Mexico’s Supreme Court set her free largely because it was revealed that police had restaged her arrest for the TV cameras, along with other charges of misconduct.

But Cassez took the decision as a declaration of her innocence and said she would campaign for other victims of miscarriages of justice in Mexico.

“Putting the real guilty people in prison is the way to help the victims,” she told TF1.

Earlier her lawyer, Frank Berton, told reporters, “The Supreme Court has just said this woman is innocent and she is”, although one of the judges had specified that “we are not analysing whether the defendant is guilty or innocent”.

The court ruled that Cassez’s rights had been violated and the fallout from that decision may be far-reaching.

Newly elected Mexican President Enrique Pena Nieto said on Thursday that “in this case as in many others, errors and breaches of procedure prevent legal authorities to determine a person’s innocence or guilt”.

Officials in Mexico have suggested that there might be an inquiry into who was responsible for the misconduct ion the Cassez affair, RFI’s Patick John Buffe reports from Mexico City.

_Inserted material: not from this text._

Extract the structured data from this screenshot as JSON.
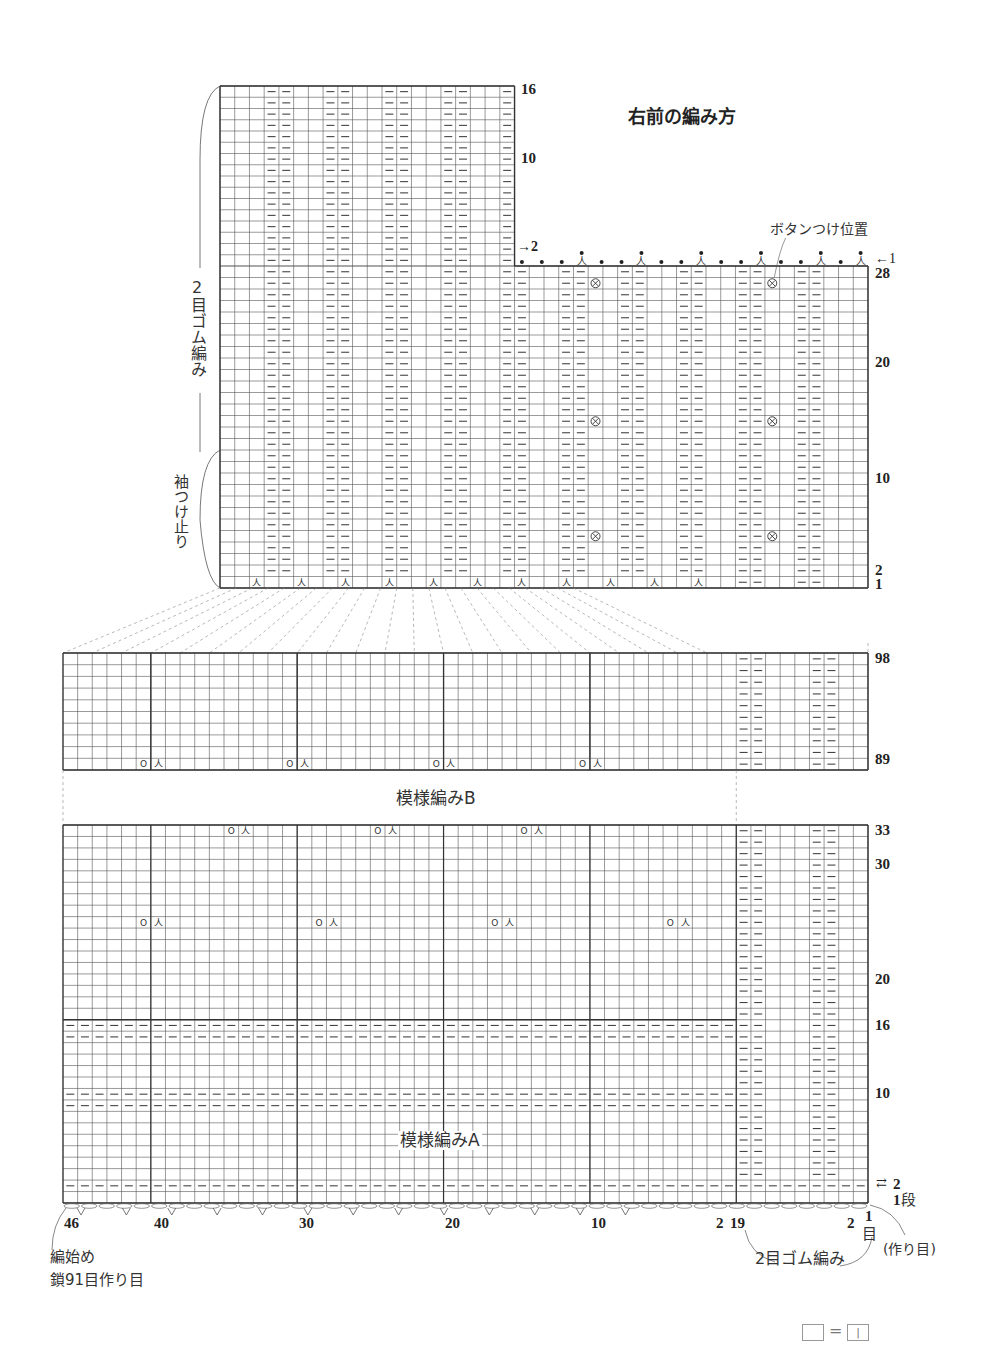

The man behind the restaging of the arrest was Genaro Garcia Luna, who was head of the federal investigation agency at the time.

But there is no certainty that he will come under the judicial spotlight. Garcia Luna went on to become public security minister under previous president Felipe Calderon and “probably in possession of sensitive information that he would enable him to negotiate politically for impunity”, Buffe comments.

As a former president, Calderon already enjoys immunity from prosecution.